In fact, I don’t even think we’ll be in a position to do much to mitigate the damage. In this light, “sustainability” feels a little foolish and beside the point to me. (This is obviously a purely personal opinion and does not in the slightest reflect the point of view of my partners, collaborators, potential future employers, etc.)
Because I’d obviously rather this turned out not to be the case, I’ll still act as if I thought there’ll be some human civilization on the planet above the level of hunter-gatherer packs in a hundred years’ time. (Nurri and I are committed to printing The City in an ecologically-sensitive manner, for example.) But I won’t truly, way down deep where it counts, believe it. I just can’t lie to myself like that.
Sure. And agreed it’s wider than climate change, of course, folding in ‘mining’ as portrayed in ‘Collapse’, amongst many other things (again my choice of Australia covers many such bases, not just warming, sadly).
And I also wouldn’t rule out us needing the kind of bold and slightly insane moves suggested by the likes of David Keith, and the ‘injecting huge cloud of ash into the atmosphere to deflect the sun’ school of self-preservation. But I also don’t think things are irreversible, as you say. That may be just my naive optimism – yet I don’t think so. (Either way, as you well know, it’s essentially impossible to argue with a pessimistic viewpoint as just espoused. I can’t *prove* it wrong, and I wouldn’t take any great delight in doing so even if I could!)

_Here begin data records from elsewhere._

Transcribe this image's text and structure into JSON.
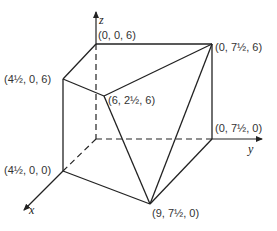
{
  "diagram": {
    "type": "3d-solid-coordinate-figure",
    "axes": {
      "x": {
        "label": "x"
      },
      "y": {
        "label": "y"
      },
      "z": {
        "label": "z"
      }
    },
    "points": [
      {
        "id": "P1",
        "label": "(0, 0, 6)",
        "coords": [
          0,
          0,
          6
        ]
      },
      {
        "id": "P2",
        "label": "(0, 7½, 6)",
        "coords": [
          0,
          7.5,
          6
        ]
      },
      {
        "id": "P3",
        "label": "(4½, 0, 6)",
        "coords": [
          4.5,
          0,
          6
        ]
      },
      {
        "id": "P4",
        "label": "(6, 2½, 6)",
        "coords": [
          6,
          2.5,
          6
        ]
      },
      {
        "id": "P5",
        "label": "(0, 7½, 0)",
        "coords": [
          0,
          7.5,
          0
        ]
      },
      {
        "id": "P6",
        "label": "(4½, 0, 0)",
        "coords": [
          4.5,
          0,
          0
        ]
      },
      {
        "id": "P7",
        "label": "(9, 7½, 0)",
        "coords": [
          9,
          7.5,
          0
        ]
      }
    ],
    "colors": {
      "line": "#222222",
      "background": "#ffffff",
      "text": "#333333"
    }
  }
}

I think the point is actually to behave in the right way now, irrespective of whether there’ll be some human civilisation on the planet in a hundred years’ time. They shouldn’t have to be related.
I say this as I’m more interested in building The City and reinforcing the civil or civic above all i.e. reinforce density rather than sprawl, mass transit rather than private, urban rather than rural, and so on. Because they all play to a more fundamental civic value. If that happens to be sustainable as a side-effect – which it should – then good. And if that works, alongside bold scientific, financial and political experimentation, in building, industry and other things, then good too. I’m certainly not advocating the sustainability that involves eating mung beans and wearing the same jumper all year. Equally, I know that advocating little glowing boxes that tell you your real-time energy consumption is really not the battle to be fighting in the long run, believe me. I’m interested in what we can really work out in terms of that meaningful civic relationship between an individual and their environment, their environment being the city.
Well, and in that we agree 1000%.
I’ll confess that my motivation, in the end, is mostly selfish: density rather than sprawl, mass transit rather than private, urban rather than rural and participation rather than spectation, because these choices lead to a far more vivid life. More glamorous, in the perverse way that I construct glamor, “greater” somehow. Simply more fun.